Oh Russell Vought must think he’s so clever bankrupting the CFPB by asking OLC for an opinion letter saying that the Bureau can’t draw funds on the Federal Reserve System when the Fed isn’t running a profit. After all, killing off the CFPB has been his goal all along.
But Vought seems to have forgotten a lesson he learned during his first attempt to shutter the CFPB: doing so could crash the housing market.
Nine months ago I posted about how the CFPB publishes an index called the Average Prime Offer Rate (APOR) that is critical to the operation of the mortgage market. Federal law prohibits making mortgage loans without consideration of ability to repay. The CFPB’s QM Rule provides a safe harbor to that prohibition, but the QM Rule is keyed to the spread of the annual percentage rate on the mortgage over the Average Prime Offer Rate. If the APOR isn’t updated it’s a problem for the mortgage market. Lenders can keep relying on the last published APOR, but if rates should rise, then they will soon start to have spreads that exceed the safe harbor. The CFPB can’t update the APOR if it isn’t operating.
Without the APOR updates, mortgage lenders risk being out of compliance with the ability to repay requirement, but the fact that the CFPB won’t be operating won’t get them out of liability: the ability to repay rule is enforceable by state attorneys general and can be raised as a defense (by way of offset) against foreclosure by consumers.
The APOR is just one of a number of regulations that the CFPB has to update periodically. Others involve inflation adjustment of dollar thresholds. That includes everything from the Reg CC funds availability (how much money is available in your account when you make a deposit and when) to the points-and-fees threshold for HOEPA loan status (i.e., more loans will become heavily regulated HOEPA loans without updates).

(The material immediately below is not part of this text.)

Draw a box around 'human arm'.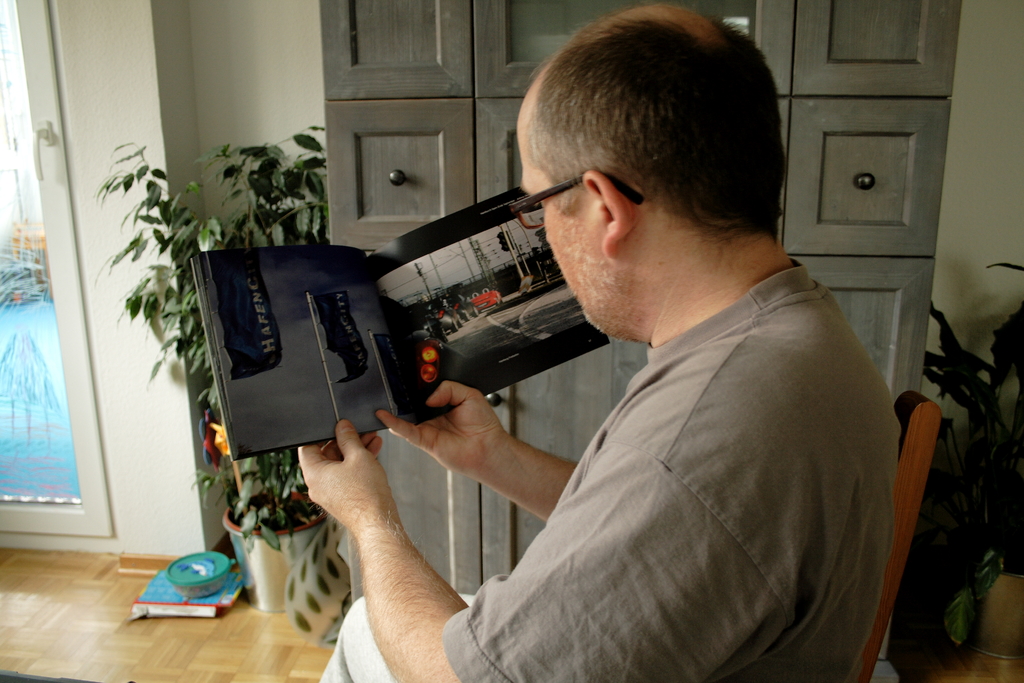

Now, I suspect that Vought’s real game is to cripple the Bureau to force Congressional Democrats to agree to a wholesale legislative remake of its structure, resulting in a toothless for-show agency, and that he’s fine with a total lack of regulation as a fallback. And in a falling rate environment he might have some time before the APOR blows up on him. But the second rates start to go up, Vought’s going to have created serious economic chaos with a political cost for the Trump administration that exceeds whatever sadistic own-the-libs pleasure he gets out of killing off the CFPB.

Comments
2 responses to “Russell Vought’s Too Clever By Half: CFPB Edition”
I agree Vought (and Republicans) are making a last ditch desperate attempt to gain leverage over Democrats. But why should Democrats give in to such nonsensical legal arguments? He has shown his hand in court now and his days are numbered. Hang on CFPB.
What about a skeleton crew of detailees from OPM or DOJ?